Init is the first program to run after your system is booted, and continues to run as process number 1 until your system halts. Init's job is to start other programs that are essential to the operation of your system. All other processes are descended from init.

Overview

The system initialization process is handled by the init daemon. In squeeze and earlier releases, that daemon is provided by the sysvinit package, and no alternatives are supported. In wheezy, the default init daemon is still sysvinit, but a "technology preview" of systemd is available. In jessie and stretch, the default init system is systemd, but switching to sysvinit is supported.

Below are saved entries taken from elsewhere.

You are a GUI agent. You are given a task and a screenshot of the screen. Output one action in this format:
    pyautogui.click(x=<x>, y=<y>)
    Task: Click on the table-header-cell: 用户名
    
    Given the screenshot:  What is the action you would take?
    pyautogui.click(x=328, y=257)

Since jessie, only systemd is fully supported; sysvinit is mostly supported, but Debian packages are not required to provide sysvinit start scripts. Support for init systems other than systemd is significantly improved in Bullseye. runit is also packaged, but has not received the same level of testing and support as the others, and is not currently supported as PID 1. As of Bullseye, a collection of sysvinit start scripts that have been removed from their original packages is provided in the orphan-sysvinit-scripts package.

Determining the init system

In general, you can determine which init system is installed by checking whether the /sbin/init file is a symlink. If it's not a symlink, then sysvinit is probably in use. If it's a symlink pointing to /lib/systemd/systemd then systemd is in use. If it's a symlink pointing to /lib/sysvinit/init then sysvinit is in use.

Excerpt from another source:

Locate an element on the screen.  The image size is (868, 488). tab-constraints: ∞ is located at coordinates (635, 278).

If you suspect that the init system may have been changed without a reboot, you may also cat /proc/1/comm to see which command name was used for the init daemon during the most recent boot.

Changing the init system

In stretch, you may change from systemd to sysvinit by performing these steps:

  1. apt-get install sysvinit-core

  2. reboot

During most of stretch's time as testing, you could change from systemd to runit by performing these steps:

  1. apt-get install runit-systemd

  2. reboot
  3. apt-get install runit-init

  4. reboot again

However, the runit-init package was removed from Debian shortly before stretch's release. Currently, runit is not supported as an init system in Debian, although that may change in the future, and might work in testing or unstable, any attempt to do this is done at your own risk. (See 861536 for discussion of the removal.)

Sysvinit configuration

The inittab configuration tells init what to do. Especially it contains the lines:

Which causes the files /etc/init.d/rcS to run initialization scripts (in /etc/rcS.d/*), then scripts for requested runlevel (in /etc/rcS.[0-9]/*).